A research made in March 2017 by Nicholas Nicoli and Evgenia Papadopoulou from University of Nicosia on “TripAdvisor and reputation: a case study of the hotel industry in Cyprus” showed that social media has a high impact in managing brand reputation.  Constant monitoring, prompt responses, training and transparency were identified as key factors.

Fake reviews are a growing concern and many hoteliers complain the site is not doing enough to prevent that. Users say that reviews on TripAdvisor are sometimes false or biased. In fact, it was suggested that reviews coming from other social travel websites, such as “Booking.com” and “Expedia.com”, are considered to be more reliable and trustworthy, since these are receiving reviews only from actual customers that booked through them and stayed at the booked hotel.

Since TripAdvisor allows everyone to write reviews, their validity decreased tremendously as evidence mounts that the system is being exploited by unscrupulous companies and individuals.

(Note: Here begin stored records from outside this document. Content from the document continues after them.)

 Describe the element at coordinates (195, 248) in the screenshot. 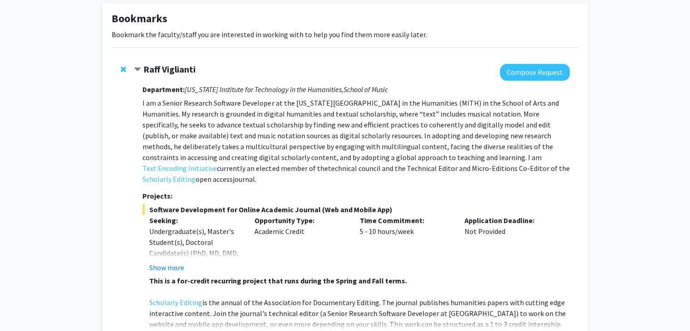

I see `div: Undergraduate(s), Master's Student(s), Doctoral Candidate(s) (PhD, MD, DMD, PharmD, etc.)` at that location.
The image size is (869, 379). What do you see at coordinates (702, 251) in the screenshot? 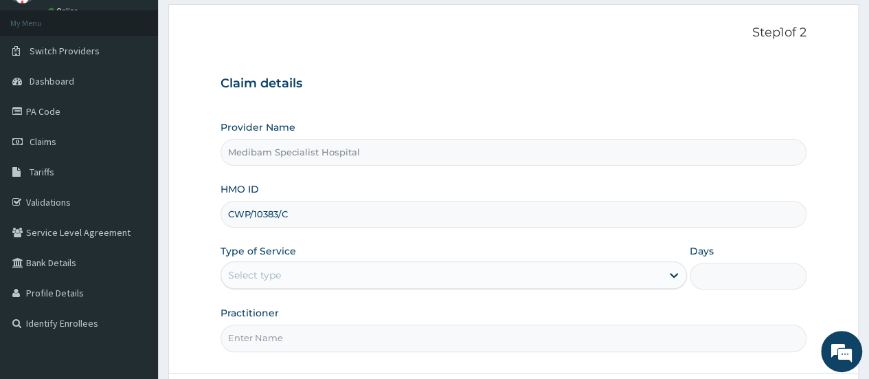
I see `label: Days` at bounding box center [702, 251].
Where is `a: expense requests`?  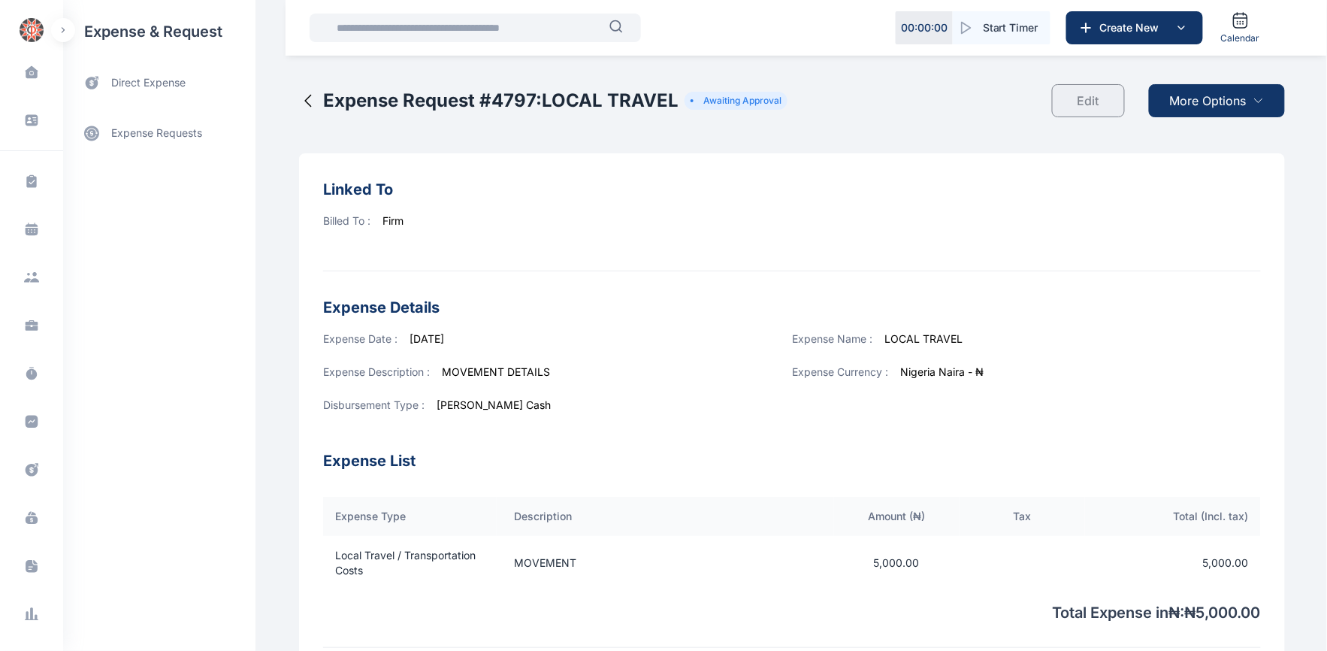 a: expense requests is located at coordinates (159, 133).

3.3  United Airlines - Awful at Handling Overbooking 

In April 2017, United Airlines encountered a situation that happened or might happen to every airline: overbooking. The way they handled it was barbaric. On the United Express Flight 3411 the company asked for four volunteers to leave the plane offering vouchers to vacate their seats and make room for four deadheading airline employees who needed to travel to the destination. No one accepted, so they selected passengers for involuntary removal.

Three of them agreed and the fourth one, David Dao Duy Anh, a Vietnamese-American doctor that had an emergency and had to get to the hospital the next day in the morning, declined. At that moment, Chicago Department of Aviation Security Officers was called to remove him from the plane. In the process, the man was assaulted and injured.

Passengers were outraged, started filming, posting lots of social media posts, asking for justice. The video went viral last year, sparking outrage across the country and triggering a public relations crisis for the Chicago-based company.

Facebook about the United Express Flight 3411 incident

People were shocked and started writing on Twitter, Facebook, and the video was all over the news. Somebody said on YouTube:

No company hates their customers more than United Airlines.

The way the company handled the situation afterward wasn’t honorable even then… they posted on Twitter a message where the CEO Oscar Munoz’s apologized as half-hearted and dismissive.

CEO United Airlines apology on Twitter

After the incident, United’s stock dropped 4% in the following days, losing almost  $1 billion off the company’s market value. Ever since the companyhas made considerable efforts to regain investor and customer confidence.

Conclusion

There’s no 'quick-fixing' for reputation issues. If you broke something, you’ll have to put in a lot of effort to clean out your name. Before you start writing to a customer, take a few moments to clear all the negative feeling. There is a saying:

A reputation is something that can take 30 years to build, yet be completely destroyed in 30 seconds.

Andreea is an enthusiastic Copywriter @BrandMentions who has a love for creativity and writing. When she is not watching for the 10th time the TV series Friends, she enjoys a good book and a glass of rose wine. She likes to see life from different angles (and cities). Motto: Eat, think and travel often.